I appreciate you!
I’ve never been one to be content with being unhappy. I’m smart enough to understand the opportunities available to me, or at least how to find them, even if I don’t always use the opportunities for what they are. I don’t know that I’m motivated towards typical goals. I don’t have a big family, I’m not financially responsible for anyone else, and I don’t often get caught up in desires of having amazing things. I don’t think I am motivated by money or stability, rather, I feel like the choices I make are so that I keep myself entertained (in a largely broad sense of the word). That being said I have changed over time, and I think it would be prudent to start the discussion of how I arrived at being a university student back in high school.
I’ve always considered myself to be pretty smart and capable of doing most anything that I applied myself to. I guess growing up I always assumed that I would go to college after high school, although I never planned anything. My junior year I had a class with one of my favorite teachers, Mr. Flory. I remember it was a personal finance class, and we were looking at the top 10 highest paying jobs or something like that, and I remember more than half were medical. I’m a pretty queasy guy around needles and blood, so my focus fell to around seventh place or so, which was in engineering. I don’t even remember specifically what it was, but it, for some reason, motivated me to go home and start researching it (perhaps it was because I was almost a senior and I had no real idea what I was going to do).
I remember coming to two options after searching the internet for the specific career I wanted: getting into MIT or joining the Navy. The Navy would be more “practical” and after serving six years I could get out and get a civilian job making loads of cash. I think another truth in my life is I am inherently lazy and I typically take the easier of two roads when that road doesn’t have negative consequences. So I contacted a recruiter and was all signed up that summer before my senior year. I knew then exactly what life was about and exactly what I wanted out of it.
I was wrong about everything. The Navy was not easy for me. I don’t feel like I am matured now, but I was especially immature then. I created a lot of problems for myself everywhere I went. I got married after boot camp. I attempted suicide after completing two of the three schools for my job (because I was so unhappy with everything). When I finally got to my command (in Florida!), I spent most of my home time dreading going to back to work (meaning I didn’t sleep much at home). After almost three years I was discharged. My marriage ended when the paychecks did. I decided then that I didn’t care much money anymore, what I really valued was being happy and having free time.
A friend of mine (from Texas) had gotten out of the Navy a few months before I did and had been staying on my couch. When I got out I asked him what he wanted to do, stay in Florida, go to Texas, or go to my home state in Ohio. I told him I would rather go to Ohio, and he obliged. We packed up my Eclipse with as much as we could and we drove up, and showed up on my mom’s porch unannounced.
I hadn’t even spoken to my mom since before my senior year of high school. She’s kind of weird, but she let both of us stay in her basement for a few months until we got jobs and got our own place. I became a shift lead at a gas station and worked there over a year. I was pretty happy with the overall situation, my only complaint was that I wasn’t making friends. The people I worked with all had families, or babies, or did a lot of drugs (which I wasn’t into). I did start dating a girl after we had been living there about almost a year, and she eventually moved in with us. That whole situation fell apart about 6 months after that. Over the summer my roommate started relying on his parents in Texas to send him money for bills and stopped working. September was the last month he was able to pay anything. On top of that, in October the girl I had been dating told me she was moving out and had been seeing this guy I was working with at the gas station (meaning she also had no money to offer me for bills). I had to contact my dad for rent who I didn’t really know and hadn’t ever really talked to.
I decided that month to go to college.
It took me less than a week to begin researching all the details of how to go to college. In that week I applied for cscc, took the tests to get in, talked to a counselor about what classes to take, and completed my FAFSA. Prior to October I didn’t know anything about getting into college. I’ve been in college two years now (second quarter at OSU). I still feel like working at a gas station was good enough. I was happy overall, I liked the freedom and I was able to pay all my bills and buy anything I wanted. My main motivation was something along the lines of “I’m going to college not so that I get a job that makes good money, but so that I get a job that surrounds me with more quality people than this.” And I guess, that’s the story so far.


Instructions to follow => Scan the records for the word "malleolar". Return each line where it is found.

The records =>
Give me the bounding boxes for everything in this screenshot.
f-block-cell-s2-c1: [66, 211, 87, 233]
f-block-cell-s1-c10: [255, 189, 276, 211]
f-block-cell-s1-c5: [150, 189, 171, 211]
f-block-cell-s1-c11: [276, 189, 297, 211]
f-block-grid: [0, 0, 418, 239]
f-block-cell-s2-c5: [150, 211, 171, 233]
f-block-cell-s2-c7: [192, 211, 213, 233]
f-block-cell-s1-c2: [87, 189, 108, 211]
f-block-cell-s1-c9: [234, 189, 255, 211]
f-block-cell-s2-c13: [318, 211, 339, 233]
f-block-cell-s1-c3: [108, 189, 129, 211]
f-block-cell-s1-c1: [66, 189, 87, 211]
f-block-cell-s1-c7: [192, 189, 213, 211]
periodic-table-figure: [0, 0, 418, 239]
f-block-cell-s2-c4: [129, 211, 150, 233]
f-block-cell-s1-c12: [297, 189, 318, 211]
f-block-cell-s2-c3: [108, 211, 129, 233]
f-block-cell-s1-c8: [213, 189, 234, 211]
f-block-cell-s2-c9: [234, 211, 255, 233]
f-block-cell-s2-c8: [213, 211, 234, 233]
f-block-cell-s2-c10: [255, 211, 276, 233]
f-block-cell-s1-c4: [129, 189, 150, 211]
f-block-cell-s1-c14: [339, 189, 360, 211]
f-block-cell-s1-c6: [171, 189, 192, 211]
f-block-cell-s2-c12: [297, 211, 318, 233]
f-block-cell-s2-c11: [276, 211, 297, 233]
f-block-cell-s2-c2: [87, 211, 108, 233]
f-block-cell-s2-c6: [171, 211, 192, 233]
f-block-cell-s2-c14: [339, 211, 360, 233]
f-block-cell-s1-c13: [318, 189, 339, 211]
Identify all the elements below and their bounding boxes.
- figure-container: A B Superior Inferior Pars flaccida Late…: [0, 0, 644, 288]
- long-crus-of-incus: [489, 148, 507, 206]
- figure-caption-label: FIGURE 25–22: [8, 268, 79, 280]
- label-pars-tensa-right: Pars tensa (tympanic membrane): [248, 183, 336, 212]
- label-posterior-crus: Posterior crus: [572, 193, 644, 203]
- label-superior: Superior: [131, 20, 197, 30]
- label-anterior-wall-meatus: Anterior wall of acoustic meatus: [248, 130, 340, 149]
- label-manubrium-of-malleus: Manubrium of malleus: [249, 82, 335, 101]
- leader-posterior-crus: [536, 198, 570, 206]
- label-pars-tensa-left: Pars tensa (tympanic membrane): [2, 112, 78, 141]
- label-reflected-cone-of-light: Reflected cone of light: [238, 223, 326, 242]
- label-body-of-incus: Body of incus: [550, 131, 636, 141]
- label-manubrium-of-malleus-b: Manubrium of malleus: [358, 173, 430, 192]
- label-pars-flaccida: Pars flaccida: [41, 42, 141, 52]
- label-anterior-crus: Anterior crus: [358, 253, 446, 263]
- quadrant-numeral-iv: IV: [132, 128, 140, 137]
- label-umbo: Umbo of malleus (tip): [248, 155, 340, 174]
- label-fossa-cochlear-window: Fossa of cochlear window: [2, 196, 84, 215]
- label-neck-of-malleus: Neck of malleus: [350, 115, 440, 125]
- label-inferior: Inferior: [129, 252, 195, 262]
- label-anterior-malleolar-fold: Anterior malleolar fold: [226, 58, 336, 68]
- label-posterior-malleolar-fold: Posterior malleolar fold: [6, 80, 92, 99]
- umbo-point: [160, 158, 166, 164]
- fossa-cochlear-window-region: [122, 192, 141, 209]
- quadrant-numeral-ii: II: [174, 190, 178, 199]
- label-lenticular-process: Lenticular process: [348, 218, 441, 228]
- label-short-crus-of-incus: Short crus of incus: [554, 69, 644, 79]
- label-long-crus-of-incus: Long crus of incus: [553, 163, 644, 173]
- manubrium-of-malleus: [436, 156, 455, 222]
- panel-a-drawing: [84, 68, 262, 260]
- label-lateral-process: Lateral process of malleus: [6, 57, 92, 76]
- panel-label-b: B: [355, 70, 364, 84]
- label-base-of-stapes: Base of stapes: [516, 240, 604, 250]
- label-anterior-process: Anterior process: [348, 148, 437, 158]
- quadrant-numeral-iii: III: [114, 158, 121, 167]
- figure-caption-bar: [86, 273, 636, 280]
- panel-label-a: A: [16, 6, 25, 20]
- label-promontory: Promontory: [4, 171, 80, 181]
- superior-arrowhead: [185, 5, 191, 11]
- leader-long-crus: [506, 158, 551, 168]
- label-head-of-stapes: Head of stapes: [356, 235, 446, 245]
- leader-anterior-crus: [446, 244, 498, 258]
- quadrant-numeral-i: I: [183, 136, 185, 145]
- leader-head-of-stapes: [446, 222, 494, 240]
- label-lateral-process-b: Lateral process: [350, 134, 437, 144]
* * *
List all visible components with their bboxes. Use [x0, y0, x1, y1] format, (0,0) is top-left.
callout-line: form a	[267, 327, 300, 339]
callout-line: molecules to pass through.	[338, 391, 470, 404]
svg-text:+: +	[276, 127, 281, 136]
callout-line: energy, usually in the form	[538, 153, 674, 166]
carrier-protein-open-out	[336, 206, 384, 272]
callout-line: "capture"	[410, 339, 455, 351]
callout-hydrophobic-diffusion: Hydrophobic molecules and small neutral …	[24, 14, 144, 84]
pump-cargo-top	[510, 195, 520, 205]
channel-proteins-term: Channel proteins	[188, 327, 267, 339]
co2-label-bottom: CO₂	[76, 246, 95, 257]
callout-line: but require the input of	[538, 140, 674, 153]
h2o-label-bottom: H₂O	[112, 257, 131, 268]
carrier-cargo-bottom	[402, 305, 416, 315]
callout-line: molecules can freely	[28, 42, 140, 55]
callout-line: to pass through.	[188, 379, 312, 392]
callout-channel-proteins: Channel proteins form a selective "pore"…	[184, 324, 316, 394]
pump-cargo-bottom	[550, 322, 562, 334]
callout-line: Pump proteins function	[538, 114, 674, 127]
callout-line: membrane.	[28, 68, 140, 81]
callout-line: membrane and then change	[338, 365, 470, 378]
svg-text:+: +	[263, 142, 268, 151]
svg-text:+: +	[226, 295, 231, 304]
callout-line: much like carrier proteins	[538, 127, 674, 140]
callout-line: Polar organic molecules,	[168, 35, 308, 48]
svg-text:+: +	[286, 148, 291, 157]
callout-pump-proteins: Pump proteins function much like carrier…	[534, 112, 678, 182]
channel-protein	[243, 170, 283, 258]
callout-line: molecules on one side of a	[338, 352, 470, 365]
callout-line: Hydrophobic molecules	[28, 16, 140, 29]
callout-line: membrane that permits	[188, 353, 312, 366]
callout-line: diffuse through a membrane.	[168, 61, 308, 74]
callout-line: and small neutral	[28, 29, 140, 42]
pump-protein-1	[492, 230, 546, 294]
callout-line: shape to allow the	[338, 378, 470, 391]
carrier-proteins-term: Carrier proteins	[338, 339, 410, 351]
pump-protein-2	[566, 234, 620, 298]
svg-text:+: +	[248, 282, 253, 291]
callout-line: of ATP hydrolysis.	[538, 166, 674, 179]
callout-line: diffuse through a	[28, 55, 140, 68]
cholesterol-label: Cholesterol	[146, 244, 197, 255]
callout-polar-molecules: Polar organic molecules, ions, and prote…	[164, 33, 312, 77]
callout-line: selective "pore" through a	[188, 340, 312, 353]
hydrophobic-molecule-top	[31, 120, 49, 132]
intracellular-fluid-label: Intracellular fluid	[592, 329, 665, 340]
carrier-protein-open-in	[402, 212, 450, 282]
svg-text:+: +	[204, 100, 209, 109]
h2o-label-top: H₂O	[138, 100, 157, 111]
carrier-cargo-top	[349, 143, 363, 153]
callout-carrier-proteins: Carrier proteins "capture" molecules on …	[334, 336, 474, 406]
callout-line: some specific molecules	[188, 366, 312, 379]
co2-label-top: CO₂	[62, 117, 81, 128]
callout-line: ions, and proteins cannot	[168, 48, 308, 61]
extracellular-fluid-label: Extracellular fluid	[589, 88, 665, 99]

Solution to this task =>
- label-anterior-malleolar-fold: Anterior malleolar fold: [226, 58, 336, 68]
- label-posterior-malleolar-fold: Posterior malleolar fold: [6, 80, 92, 99]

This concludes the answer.